So, getting back to try a different approach.
Rather than operate through DFHackery, I decided to try using advanced worldgen parameters to spin up a small worldgen paramset with minimal features - a flat plain, with glaciers in the north, tropics in the south, and flat plains in between. I removed all megabeasts, night creatures, secrets and savagery in an effort to make the setup as invariable as possible. I then created two civilizations, Ice Giants and Fire Giants, both of them physically identical, with no need for food and drink, and gave them the ability to settle anywhere; differentiated only by one starting in the polar regions and the other in the tropics. The perfect setting to watch their civs spread across the world and clash in the middle during worldgen.
From there, I began the process of adjusting their traits in an effort to see what would impact worldgen events.
Adjusting ethics to make them opposed to each other worked fine. If their ethics were similar, wars rarely occurred in worldgen; if their ethics were very different, they would be more likely to go to war.
Differing VALUES didn't appear to do anything noticeable.
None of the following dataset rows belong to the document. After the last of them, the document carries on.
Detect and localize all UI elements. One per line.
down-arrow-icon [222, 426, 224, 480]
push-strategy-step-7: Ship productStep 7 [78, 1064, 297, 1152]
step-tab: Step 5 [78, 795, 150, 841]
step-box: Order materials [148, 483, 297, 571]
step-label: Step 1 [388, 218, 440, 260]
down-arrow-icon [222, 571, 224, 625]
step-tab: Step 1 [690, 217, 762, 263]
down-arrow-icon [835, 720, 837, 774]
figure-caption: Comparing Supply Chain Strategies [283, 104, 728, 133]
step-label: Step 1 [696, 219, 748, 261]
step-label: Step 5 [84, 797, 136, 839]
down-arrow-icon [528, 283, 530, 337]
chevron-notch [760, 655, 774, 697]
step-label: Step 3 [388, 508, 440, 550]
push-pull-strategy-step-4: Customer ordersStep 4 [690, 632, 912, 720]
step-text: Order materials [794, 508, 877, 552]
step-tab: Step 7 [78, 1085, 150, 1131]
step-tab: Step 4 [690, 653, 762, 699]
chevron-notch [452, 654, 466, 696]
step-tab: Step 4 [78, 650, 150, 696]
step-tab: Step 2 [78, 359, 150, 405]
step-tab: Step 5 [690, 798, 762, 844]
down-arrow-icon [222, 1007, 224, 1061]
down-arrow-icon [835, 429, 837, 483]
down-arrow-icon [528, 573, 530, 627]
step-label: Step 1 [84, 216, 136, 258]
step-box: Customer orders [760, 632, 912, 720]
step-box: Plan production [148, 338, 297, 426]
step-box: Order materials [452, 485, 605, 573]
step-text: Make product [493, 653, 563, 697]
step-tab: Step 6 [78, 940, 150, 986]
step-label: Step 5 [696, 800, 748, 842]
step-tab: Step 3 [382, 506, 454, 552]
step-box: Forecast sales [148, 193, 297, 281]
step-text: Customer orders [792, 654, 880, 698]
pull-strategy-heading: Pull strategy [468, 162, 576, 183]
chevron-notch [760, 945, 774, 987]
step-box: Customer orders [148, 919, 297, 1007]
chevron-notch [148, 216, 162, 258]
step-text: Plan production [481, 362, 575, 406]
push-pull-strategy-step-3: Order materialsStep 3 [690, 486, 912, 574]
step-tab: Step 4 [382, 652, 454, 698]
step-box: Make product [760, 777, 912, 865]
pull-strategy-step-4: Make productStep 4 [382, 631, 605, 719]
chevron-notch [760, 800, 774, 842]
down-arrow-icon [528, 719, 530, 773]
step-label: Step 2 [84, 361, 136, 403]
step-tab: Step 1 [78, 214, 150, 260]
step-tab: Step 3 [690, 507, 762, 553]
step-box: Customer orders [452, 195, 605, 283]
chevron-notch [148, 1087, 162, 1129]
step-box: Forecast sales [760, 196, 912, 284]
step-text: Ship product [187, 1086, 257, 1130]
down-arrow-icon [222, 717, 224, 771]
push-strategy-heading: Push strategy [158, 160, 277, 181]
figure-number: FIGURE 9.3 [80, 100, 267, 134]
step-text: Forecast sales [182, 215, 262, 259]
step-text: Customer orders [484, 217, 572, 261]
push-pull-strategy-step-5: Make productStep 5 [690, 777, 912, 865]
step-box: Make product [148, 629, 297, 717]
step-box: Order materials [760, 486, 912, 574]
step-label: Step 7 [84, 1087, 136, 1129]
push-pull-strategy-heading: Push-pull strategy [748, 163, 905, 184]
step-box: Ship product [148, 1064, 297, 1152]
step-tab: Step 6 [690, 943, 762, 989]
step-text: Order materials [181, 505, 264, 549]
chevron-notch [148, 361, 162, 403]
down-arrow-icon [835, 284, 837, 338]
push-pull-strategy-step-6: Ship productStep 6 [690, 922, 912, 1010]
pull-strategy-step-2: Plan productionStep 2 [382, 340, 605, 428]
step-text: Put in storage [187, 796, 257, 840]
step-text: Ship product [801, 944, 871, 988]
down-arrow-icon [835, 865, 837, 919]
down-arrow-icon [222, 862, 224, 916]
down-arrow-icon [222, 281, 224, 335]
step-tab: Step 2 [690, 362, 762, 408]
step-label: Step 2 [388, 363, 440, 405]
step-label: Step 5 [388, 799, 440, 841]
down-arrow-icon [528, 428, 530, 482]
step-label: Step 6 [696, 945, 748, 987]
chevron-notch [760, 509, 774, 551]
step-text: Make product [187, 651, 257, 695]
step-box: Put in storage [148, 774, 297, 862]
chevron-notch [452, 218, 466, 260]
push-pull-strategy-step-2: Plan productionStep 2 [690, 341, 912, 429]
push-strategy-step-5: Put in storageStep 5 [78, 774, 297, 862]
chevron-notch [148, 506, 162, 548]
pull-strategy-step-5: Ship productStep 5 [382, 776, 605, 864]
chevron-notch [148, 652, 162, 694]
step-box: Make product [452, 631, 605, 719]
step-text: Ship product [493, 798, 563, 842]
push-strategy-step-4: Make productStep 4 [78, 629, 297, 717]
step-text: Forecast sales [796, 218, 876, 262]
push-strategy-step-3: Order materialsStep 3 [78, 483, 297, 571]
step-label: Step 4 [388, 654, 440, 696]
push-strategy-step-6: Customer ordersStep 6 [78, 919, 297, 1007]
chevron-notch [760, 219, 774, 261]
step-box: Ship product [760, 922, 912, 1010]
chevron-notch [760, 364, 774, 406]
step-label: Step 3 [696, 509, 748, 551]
After a very many, many tests, I finally found something besides ethics that seemed to make an impact. IF there was hatred due to differing ethics, giving BOTH sides max-level CONFIDENCE, BRAVERY, VENGEFUL, and AMBITION seemed to increase the chances of conflicts when the two civs met. This could be viewed by the expansion of both civs grinding to a halt as they met in the middle, the world population would show a noticeable increase in deaths, and this would often cause forts to pop up along the front lines. Sometimes, one civ would end up taking over the other. If these personality traits were low, it would be more likely that the civs would simply cross over and build sites on each others' territories, even if they hated each other.
Notably, if only ONE civ had these traits, they would not clash visibly.
This is, so far, the first evidence I have found of personality traits making an impact on worldgen behavior.